Today I’m in NYC at HOPE (Hackers on Planet Earth) con, being run by the gang at 2600. The Hotel Pennsylvania is a-buzz with computer geeks in black t-shirts that say things such as “I Hack Therefore I am,” or “The Singularity Is Near” (myself among them, sans the black, and sans most of the expertise). It’s abuzz, too, with the low hum of endless power strips, countless servers, and soldering irons against open circuit boards. Blue boxes and phreak phones, some looking very much like early-60s relics, are for sale. I’m sitting next to a guy from The Open Organization of Lockpickers (TOOOL) as I type. Across the room, people are thumbing through Emmanuel Goldstein's _The Best of 2600_.

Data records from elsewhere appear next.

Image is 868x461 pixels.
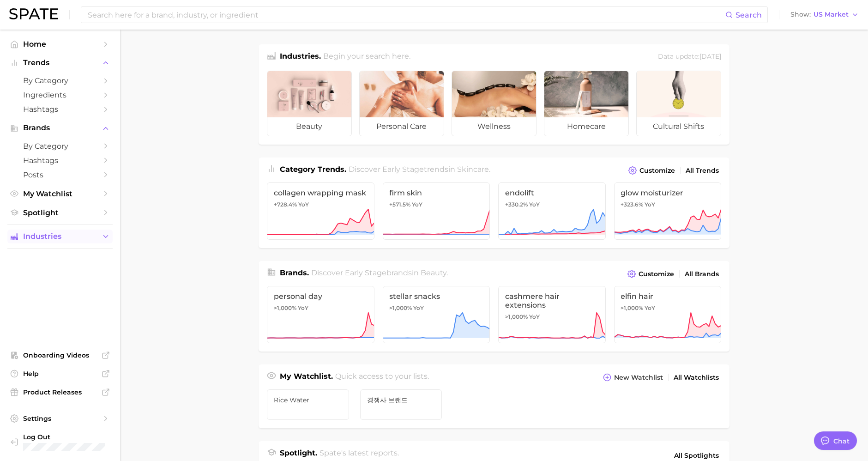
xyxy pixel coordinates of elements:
[788,9,862,21] button: ShowUS Market
[645,304,656,311] span: YoY
[274,304,297,311] span: >1,000%
[671,371,721,384] a: All Watchlists
[457,164,490,174] span: skincare
[87,7,726,23] input: Search here for a brand, industry, or ingredient
[621,304,644,311] span: >1,000%
[389,304,412,311] span: >1,000%
[658,51,721,63] div: Data update: [DATE]
[323,51,411,63] h2: Begin your search here.
[280,268,309,277] span: Brands .
[23,124,97,132] span: Brands
[23,189,97,198] span: My Watchlist
[614,286,722,343] a: elfin hair>1,000% YoY
[7,37,113,51] a: Home
[349,164,490,174] span: Discover Early Stage trends in .
[23,39,97,49] span: Home
[7,168,113,182] a: Posts
[267,71,352,136] a: beauty
[298,304,309,311] span: YoY
[621,201,644,208] span: +323.6%
[23,105,97,114] span: Hashtags
[23,156,97,164] span: Hashtags
[7,385,113,399] a: Product Releases
[23,414,97,422] span: Settings
[736,11,762,19] span: Search
[23,76,97,85] span: by Category
[23,208,97,217] span: Spotlight
[280,164,346,174] span: Category Trends .
[7,206,113,219] a: Spotlight
[267,183,375,240] a: collagen wrapping mask+728.4% YoY
[529,201,540,208] span: YoY
[414,304,424,311] span: YoY
[23,433,106,441] span: Log Out
[23,91,97,99] span: Ingredients
[7,430,113,454] a: Log out. Currently logged in with e-mail ykkim110@cosrx.co.kr.
[685,270,719,278] span: All Brands
[7,73,113,88] a: by Category
[686,167,719,174] span: All Trends
[7,121,113,135] button: Brands
[452,118,536,136] span: wellness
[367,396,435,403] span: 경쟁사 브랜드
[505,313,528,320] span: >1,000%
[645,201,656,208] span: YoY
[7,139,113,153] a: by Category
[336,371,430,384] h2: Quick access to your lists.
[267,389,349,420] a: rice water
[7,366,113,380] a: Help
[267,286,375,343] a: personal day>1,000% YoY
[7,56,113,70] button: Trends
[452,71,536,136] a: wellness
[383,286,490,343] a: stellar snacks>1,000% YoY
[529,313,540,320] span: YoY
[505,188,599,197] span: endolift
[23,171,97,179] span: Posts
[637,118,721,136] span: cultural shifts
[311,268,448,277] span: Discover Early Stage brands in .
[544,71,629,136] a: homecare
[359,71,445,136] a: personal care
[7,230,113,243] button: Industries
[23,141,97,151] span: by Category
[280,51,321,63] h1: Industries.
[383,183,490,240] a: firm skin+571.5% YoY
[7,153,113,168] a: Hashtags
[389,292,483,300] span: stellar snacks
[360,389,443,420] a: 경쟁사 브랜드
[360,118,444,136] span: personal care
[683,164,721,177] a: All Trends
[23,59,97,67] span: Trends
[280,371,333,384] h1: My Watchlist.
[274,292,367,300] span: personal day
[23,351,97,359] span: Onboarding Videos
[23,388,97,396] span: Product Releases
[621,292,715,300] span: elfin hair
[601,371,666,384] button: New Watchlist
[626,267,677,280] button: Customize
[299,201,309,208] span: YoY
[499,286,606,343] a: cashmere hair extensions>1,000% YoY
[389,201,411,208] span: +571.5%
[626,163,678,177] button: Customize
[791,12,811,17] span: Show
[7,186,113,201] a: My Watchlist
[637,71,721,136] a: cultural shifts
[614,183,722,240] a: glow moisturizer+323.6% YoY
[621,188,715,197] span: glow moisturizer
[638,270,674,278] span: Customize
[545,118,628,136] span: homecare
[23,369,97,377] span: Help
[505,201,528,208] span: +330.2%
[814,12,849,17] span: US Market
[23,232,97,241] span: Industries
[7,102,113,117] a: Hashtags
[682,268,721,280] a: All Brands
[7,411,113,425] a: Settings
[422,268,447,277] span: beauty
[499,183,606,240] a: endolift+330.2% YoY
[674,374,719,381] span: All Watchlists
[274,396,343,403] span: rice water
[389,188,483,197] span: firm skin
[639,167,675,174] span: Customize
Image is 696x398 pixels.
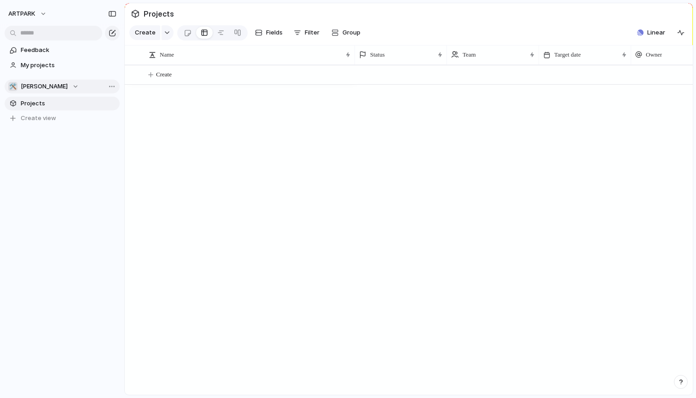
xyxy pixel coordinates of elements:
span: Team [462,50,476,59]
span: Name [160,50,174,59]
span: ARTPARK [8,9,35,18]
span: Target date [554,50,581,59]
a: Feedback [5,43,120,57]
a: My projects [5,58,120,72]
button: Create [129,25,160,40]
span: Group [342,28,360,37]
button: ARTPARK [4,6,52,21]
span: Create view [21,114,56,123]
span: Feedback [21,46,116,55]
span: Projects [142,6,176,22]
button: 🛠️[PERSON_NAME] [5,80,120,93]
span: Linear [647,28,665,37]
span: Create [156,70,172,79]
div: 🛠️ [8,82,17,91]
button: Create view [5,111,120,125]
a: Projects [5,97,120,110]
span: Fields [266,28,282,37]
span: Status [370,50,385,59]
span: Projects [21,99,116,108]
span: Owner [645,50,661,59]
span: [PERSON_NAME] [21,82,68,91]
span: Create [135,28,155,37]
span: Filter [305,28,319,37]
button: Filter [290,25,323,40]
button: Fields [251,25,286,40]
span: My projects [21,61,116,70]
button: Linear [633,26,668,40]
button: Group [327,25,365,40]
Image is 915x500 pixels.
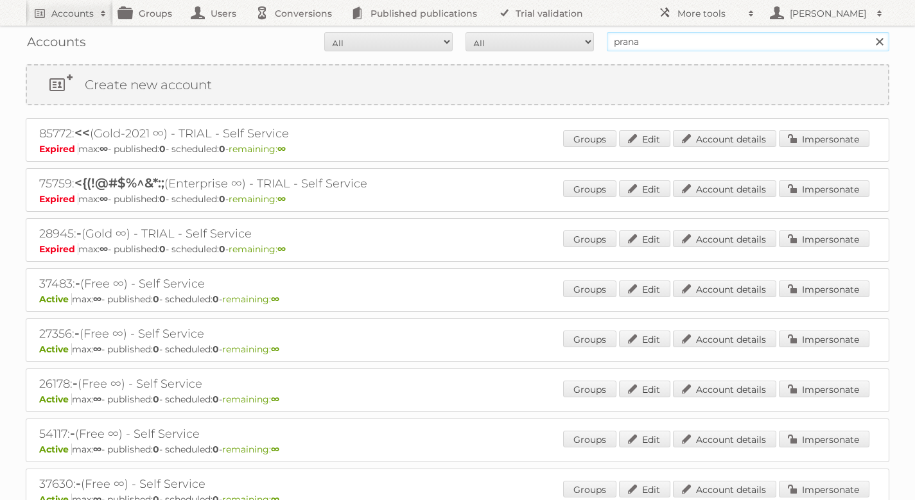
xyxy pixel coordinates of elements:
[100,193,108,205] strong: ∞
[779,331,870,347] a: Impersonate
[563,481,617,498] a: Groups
[229,193,286,205] span: remaining:
[73,376,78,391] span: -
[673,481,777,498] a: Account details
[779,180,870,197] a: Impersonate
[673,281,777,297] a: Account details
[39,276,489,292] h2: 37483: (Free ∞) - Self Service
[563,231,617,247] a: Groups
[75,175,164,191] span: <{(!@#$%^&*:;
[213,444,219,455] strong: 0
[779,231,870,247] a: Impersonate
[222,394,279,405] span: remaining:
[219,143,225,155] strong: 0
[100,143,108,155] strong: ∞
[153,444,159,455] strong: 0
[39,326,489,342] h2: 27356: (Free ∞) - Self Service
[619,231,671,247] a: Edit
[619,381,671,398] a: Edit
[76,225,82,241] span: -
[619,481,671,498] a: Edit
[271,394,279,405] strong: ∞
[563,431,617,448] a: Groups
[93,294,101,305] strong: ∞
[39,143,876,155] p: max: - published: - scheduled: -
[39,193,78,205] span: Expired
[39,243,876,255] p: max: - published: - scheduled: -
[93,344,101,355] strong: ∞
[219,243,225,255] strong: 0
[277,243,286,255] strong: ∞
[76,476,81,491] span: -
[779,281,870,297] a: Impersonate
[673,331,777,347] a: Account details
[619,180,671,197] a: Edit
[779,481,870,498] a: Impersonate
[271,294,279,305] strong: ∞
[153,344,159,355] strong: 0
[39,344,876,355] p: max: - published: - scheduled: -
[673,180,777,197] a: Account details
[39,394,876,405] p: max: - published: - scheduled: -
[271,344,279,355] strong: ∞
[39,426,489,443] h2: 54117: (Free ∞) - Self Service
[213,294,219,305] strong: 0
[563,281,617,297] a: Groups
[229,143,286,155] span: remaining:
[39,444,876,455] p: max: - published: - scheduled: -
[39,344,72,355] span: Active
[563,331,617,347] a: Groups
[673,431,777,448] a: Account details
[159,143,166,155] strong: 0
[39,476,489,493] h2: 37630: (Free ∞) - Self Service
[159,193,166,205] strong: 0
[70,426,75,441] span: -
[153,294,159,305] strong: 0
[673,130,777,147] a: Account details
[39,444,72,455] span: Active
[153,394,159,405] strong: 0
[75,125,90,141] span: <<
[779,381,870,398] a: Impersonate
[39,294,72,305] span: Active
[619,431,671,448] a: Edit
[563,130,617,147] a: Groups
[619,130,671,147] a: Edit
[39,175,489,192] h2: 75759: (Enterprise ∞) - TRIAL - Self Service
[673,231,777,247] a: Account details
[619,331,671,347] a: Edit
[213,394,219,405] strong: 0
[27,66,888,104] a: Create new account
[779,431,870,448] a: Impersonate
[563,180,617,197] a: Groups
[213,344,219,355] strong: 0
[100,243,108,255] strong: ∞
[277,143,286,155] strong: ∞
[51,7,94,20] h2: Accounts
[673,381,777,398] a: Account details
[787,7,870,20] h2: [PERSON_NAME]
[229,243,286,255] span: remaining:
[75,276,80,291] span: -
[563,381,617,398] a: Groups
[277,193,286,205] strong: ∞
[159,243,166,255] strong: 0
[93,444,101,455] strong: ∞
[39,225,489,242] h2: 28945: (Gold ∞) - TRIAL - Self Service
[619,281,671,297] a: Edit
[222,294,279,305] span: remaining:
[39,243,78,255] span: Expired
[222,344,279,355] span: remaining:
[39,294,876,305] p: max: - published: - scheduled: -
[222,444,279,455] span: remaining:
[219,193,225,205] strong: 0
[678,7,742,20] h2: More tools
[39,193,876,205] p: max: - published: - scheduled: -
[271,444,279,455] strong: ∞
[39,376,489,392] h2: 26178: (Free ∞) - Self Service
[75,326,80,341] span: -
[39,125,489,142] h2: 85772: (Gold-2021 ∞) - TRIAL - Self Service
[779,130,870,147] a: Impersonate
[39,143,78,155] span: Expired
[93,394,101,405] strong: ∞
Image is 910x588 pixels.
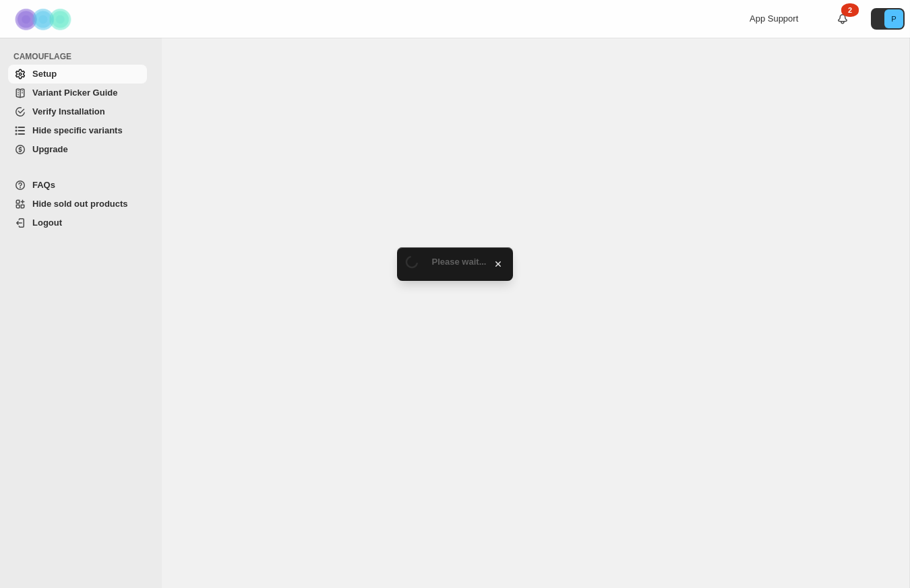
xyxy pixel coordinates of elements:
[8,121,147,140] a: Hide specific variants
[885,10,903,28] span: Avatar with initials P
[8,176,147,195] a: FAQs
[32,199,128,209] span: Hide sold out products
[32,88,117,98] span: Variant Picker Guide
[891,15,896,22] text: P
[8,102,147,121] a: Verify Installation
[32,217,62,228] span: Logout
[32,180,56,190] span: FAQs
[750,14,798,23] span: App Support
[432,256,487,267] span: Please wait...
[8,214,147,232] a: Logout
[8,84,147,102] a: Variant Picker Guide
[836,12,850,25] a: 2
[871,8,904,29] button: Avatar with initials P
[842,3,858,17] div: 2
[14,52,152,62] span: CAMOUFLAGE
[8,64,147,84] a: Setup
[11,1,78,38] img: Camouflage
[32,106,105,117] span: Verify Installation
[32,126,123,136] span: Hide specific variants
[32,144,68,154] span: Upgrade
[8,195,147,214] a: Hide sold out products
[8,140,147,159] a: Upgrade
[32,68,57,79] span: Setup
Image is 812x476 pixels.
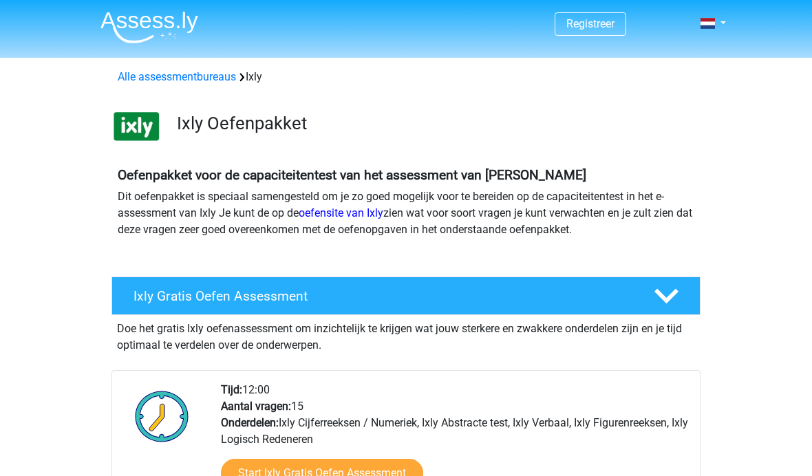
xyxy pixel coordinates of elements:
[118,70,236,83] a: Alle assessmentbureaus
[118,167,586,183] b: Oefenpakket voor de capaciteitentest van het assessment van [PERSON_NAME]
[118,189,694,238] p: Dit oefenpakket is speciaal samengesteld om je zo goed mogelijk voor te bereiden op de capaciteit...
[221,416,279,429] b: Onderdelen:
[100,11,198,43] img: Assessly
[112,102,161,151] img: ixly.png
[221,400,291,413] b: Aantal vragen:
[106,277,706,315] a: Ixly Gratis Oefen Assessment
[221,383,242,396] b: Tijd:
[127,382,197,451] img: Klok
[566,17,615,30] a: Registreer
[134,288,632,304] h4: Ixly Gratis Oefen Assessment
[112,69,700,85] div: Ixly
[177,113,690,134] h3: Ixly Oefenpakket
[299,206,383,220] a: oefensite van Ixly
[111,315,701,354] div: Doe het gratis Ixly oefenassessment om inzichtelijk te krijgen wat jouw sterkere en zwakkere onde...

Speakers are jabbering away in each of the three main presentation rooms – Hopper, Turing and Engressia – all named for the bigwigs of computer-programming and -science history. I’m taking an hour off from talks, which start daily at 10:00 and run until midnight each night, to try to check email and post about what’s going on. My travel companion, the illustrious SPope, is at a talk called “Citizen Engineer: Consumer Electronics Hacking and Open Source Hardware.” He’ll catch me up on the topic later. I’m holding out for “Evil Interfaces: Violating the User,” a talk being given by Professor Greg Conti of the US Military Academy. We both plan to watch our old friend, the once infamous, now famous, Gweedz (a.k.a. Guido Sanchez) at 5:00 (“Kitchen Hack Lab: Interactive Food Disassembly”).
My interests here are primarily historical-educational, while SPope is seeking out current issues. Between the two of us, we’re hoping to cover most of the talk-bases.
In addition to the above-mentioned talks, other highlights (for me) today include:
3:00 – “Monumental Women Who Influenced Today’s Technology” or “Wikipedia: You Will Never Find A More Wretched Hive of Scum and Villiany” (tough call!)
7:00 – “Hacking the Young Lady’s Illustrated Primer: Dispatches from the Field of Educational Technology”
8:00 – “One Last Time: The Hack/Phreak History Primer”
10:00 – “Dirty New Media: Art, Activism and Computer Counter Cultures”
Tomorrow is full of (more) new media installation art, phreak history, and talk about robotics and the singularity.
More soon! (I'll add links later, as well as my RFID info. if anyone wants to track my movements around the Con and the city. . . not that they do, but just in case. ;o)
[NO CARRIER]
Tags:
Share
You need to be a member of HASTAC on Ning to add comments!